Re: Alessandro de Medici: The Defense

[personal profile] mildred_of_midgard 2021-10-19 01:33 pm (UTC)(link)
No time for a proper reply before work, but I have read it and that was fascinating, thank you! I'm relieved to find that the author was professional and reasonable about her subject, unlike some (many) authors out there.

Still, Alessandro's career - from son of a most-likely-black-servant to absolute ruler of Florence (for a while) would not have been possible in any later age.

Not black, but as a Russian comparanda, it's worth telling [personal profile] cahn about Catherine I and Elizaveta.

Catherine was the rags-to-riches story of her age. She started out as a peasant of largely unknown and dubious parentage (father a serf? who knows), became a servant, caught Peter the Great's eye, became his mistress, bore him children, married him, was crowned, and became sole ruling tsarina after his death.

Then her daughter, Elizaveta (she of the Fritz-hating during the Seven Years' War, whose death triggered the second miracle of the House of Brandenburg), was not only the daughter of a peasant servant, but she was widely believed to be born illegitimate and only later legitimized. Peter and Catherine may have married secretly before Elizaveta's birth, but since it was a secret, contemporaries considered her parentage dubious even after her parents publicly married.

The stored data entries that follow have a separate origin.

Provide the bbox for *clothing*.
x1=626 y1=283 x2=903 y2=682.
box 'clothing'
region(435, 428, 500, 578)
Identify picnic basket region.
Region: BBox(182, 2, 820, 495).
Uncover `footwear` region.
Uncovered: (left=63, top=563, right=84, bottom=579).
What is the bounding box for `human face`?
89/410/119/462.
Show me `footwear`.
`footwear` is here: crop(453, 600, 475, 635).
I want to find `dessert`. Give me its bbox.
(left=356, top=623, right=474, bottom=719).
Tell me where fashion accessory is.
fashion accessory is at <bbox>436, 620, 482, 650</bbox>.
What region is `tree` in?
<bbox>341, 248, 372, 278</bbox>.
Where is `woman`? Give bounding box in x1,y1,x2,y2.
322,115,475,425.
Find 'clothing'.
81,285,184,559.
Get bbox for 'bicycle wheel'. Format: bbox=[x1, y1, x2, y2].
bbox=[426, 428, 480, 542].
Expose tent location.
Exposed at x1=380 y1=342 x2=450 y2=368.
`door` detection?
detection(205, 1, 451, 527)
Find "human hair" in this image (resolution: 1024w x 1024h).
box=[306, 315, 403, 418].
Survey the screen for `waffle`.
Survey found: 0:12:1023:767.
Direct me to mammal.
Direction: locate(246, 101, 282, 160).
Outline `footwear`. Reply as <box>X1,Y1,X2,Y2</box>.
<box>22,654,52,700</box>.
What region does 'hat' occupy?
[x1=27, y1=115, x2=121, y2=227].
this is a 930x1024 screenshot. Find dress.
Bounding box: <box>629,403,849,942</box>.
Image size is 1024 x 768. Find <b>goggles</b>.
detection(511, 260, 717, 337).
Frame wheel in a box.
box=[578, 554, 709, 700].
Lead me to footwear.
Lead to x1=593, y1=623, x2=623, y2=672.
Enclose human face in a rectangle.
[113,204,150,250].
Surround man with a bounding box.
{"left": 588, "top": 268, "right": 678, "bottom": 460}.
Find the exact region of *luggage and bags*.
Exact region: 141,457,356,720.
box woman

Peter tried to get Elizaveta considered as a prospective bride for the heir to the French throne, and Versailles was like, "...How do you say 'DO NOT WANT' in a way that won't piss off the powerful and short-tempered tsar?"

And then she became tsarina in 1741 and ruled for over twenty years. (Repetition for [personal profile] cahn: among other things, she's the one who had baby Ivan VI locked up for life, along with EC's brother, wife, and other kids.)